Beginning with the voice of her main character, William Adair, Hall explores his thoughts of his marriage to Margaux, his relationship with his three beautiful daughters--Diana, Elizabeth, and Izzy--and his first love, Adelia, who grew up playing with William in the family’s beloved carriage house. William’s journey of understanding himself and his needs since Margaux’s long, grueling fight with dementia is laced with a regret that has pervaded his being for as long as he can remember.

As William speeds along the treacherous curves of Kennedy Drive, propelled by his desire to see Diana play tennis at the Beacon Ladies championship, he breathes in the smell of early summer and basks in vivid recollections of bringing his young family to the Club. His daughters have been such brilliant girls and are a source of pride, although at twenty-eight Diana is no longer a prodigy and has lost something despite their efforts. While Elizabeth seems distant, returning from Los Angeles after suffering a broken marriage, Izzy at eighteen has a defiant streak and operates mostly on her own, unmonitored by the authorities and lost in a world of her own elaborate imagination.

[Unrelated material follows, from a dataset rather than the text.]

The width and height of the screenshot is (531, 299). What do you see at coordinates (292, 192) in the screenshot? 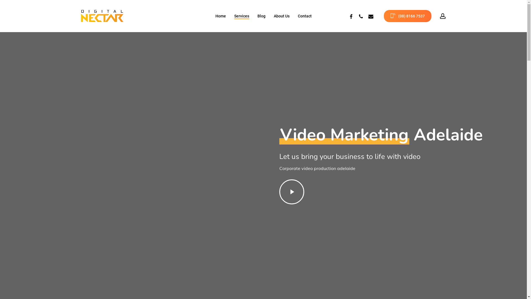
I see `Play Video` at bounding box center [292, 192].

The family is rocked by William’s sudden stroke. Elizabeth’s immediate reaction is to become the family matriarch. All year she’s been floundering and lacking a role. Then childless Adelia returns to the family fold after ten years. Of course, Adelia can’t sleep in the same room, but she can live under the same roof. Meanwhile, Margaux gardens in the shadow of the carriage house, oblivious to its disrepair as it stands “ragged against the sky,” a ghost of its former glory.

Never one to be distracted by self-doubt, Diana (together with Adelia) proposes the idea of removing and repairing the house. The project is a panacea for William, who feels as though he’s losing his daughters in a family that seems increasingly adrift at sea with only Adelia’s hand on the tiller. The result is devastating, a grand drama of clashing personalities who refuse to compromise or let go of their pasts.

The carriage house--"never lived in and full of ghosts"--becomes a powerful symbol for Hall’s architecture of love. Louise, Margaux’s Australian caregiver, reads Margaux’s journal and finds herself forced to insufferable routines of the people she loathes. “That carriage house is my family, its history” is William’s simple phrase that becomes more significant for father and his daughters as circumstances deliver them to the brink of tragedy and imbue the story with the all-pervasive sense of melancholy and a depression that hovers around William's ruminations.

Tennis plays an important role as a trenchant metaphor for the Adairs’ competitive nature. The problem with these people--and indeed everyone in this novel--is that they’re just not that likable. While the story is quite lovely and intelligently written, the Adairs' joy of resolution and their revelations are muted by the lack of simple dramatic satisfaction and overwhelmed by too much conceitedness and stupidity.